BARIS CAYLI MESSINA, PhD

I am an interdisciplinary scholar of power, justice, and society whose research moves between sociology, criminology, law, political science, history, and anthropology. My research examines how political and social orders produce and sustain themselves through violence, moralisation, criminalisation, marginalisation, and how communities resist these processes across diverse social and political contexts from modern history to the present.
As an Associate Professor at the School of Social and Political Sciences, University of Lincoln, I am the author of three research monographs published with McGill-Queen's University Press, Cornell University Press, and University of California Press, and have secured £2.9 million in competitive research funding as Principal Investigator.
My editorial leadership roles include Book Series Editor for Temple Studies in Criminalization, History, and Society, published by Temple University Press, and Editor-in-Chief of the International Social Science Journal (Wiley/UNESCO).
I am very happily married to Gioacchino Messina.
Three books. One question:
how power breaks societies and resistance fights to remake them
The first comprehensive comparative study of militant violence, tracing its evolution from Ottoman rebellions to contemporary jihadist organizations across Afghanistan, the Middle East, and Europe. Built on extensive archival research spanning centuries and borders, the book reveals how the dynamics of armed militancy persist, adapt, and resurface across vastly different political landscapes.
A sweeping account of Sicily's generations-long struggle against the mafia and a rare exploration of why some revolutions span centuries.

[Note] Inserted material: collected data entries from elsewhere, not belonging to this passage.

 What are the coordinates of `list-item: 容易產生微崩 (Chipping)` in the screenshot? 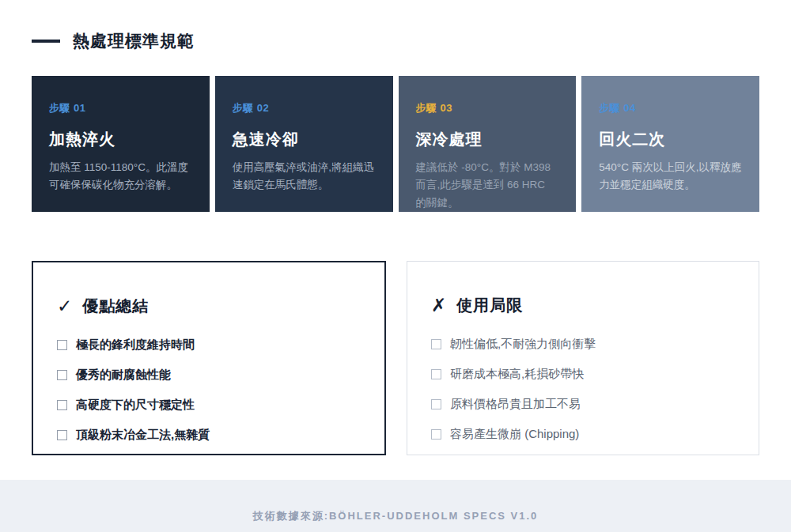 It's located at (583, 435).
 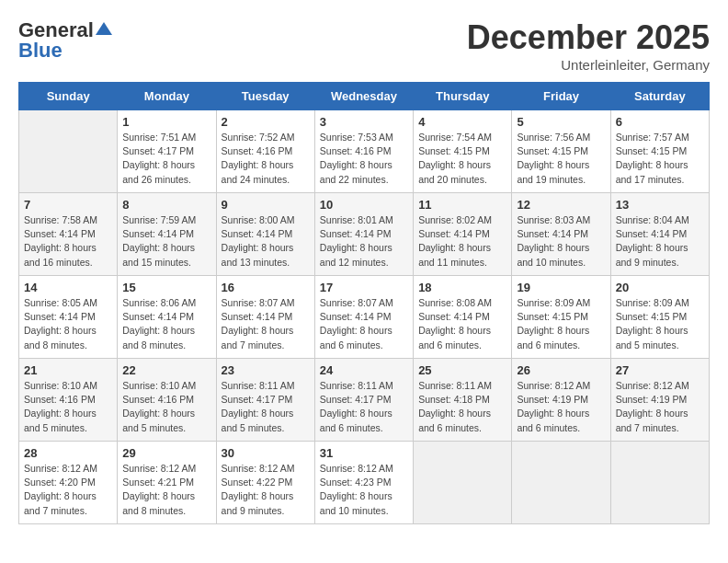 What do you see at coordinates (266, 241) in the screenshot?
I see `day-info: Sunrise: 8:00 AMSunset: 4:14 PMDaylight:…` at bounding box center [266, 241].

Based on extensive longitudinal ethnographic and archival research, the book brings a new lens to the modern and contemporary history of Sicily and Italy, revealing the human cost of that relentless fight.
A sharp, global narrative revealing how autocrats weaponize morality and strategically splinter communities to consolidate power. Drawing on archival research and social and political historical analysis, the book moves from Nazi Germany and Maoist China to East Germany and apartheid South Africa, and from contemporary Turkey and Poland to the United States, Iran, Israel, Russia, and beyond.
After decades of relying on others, Europe now finds itself needing to confront its future.
You can read the article in English, French, and Spanish.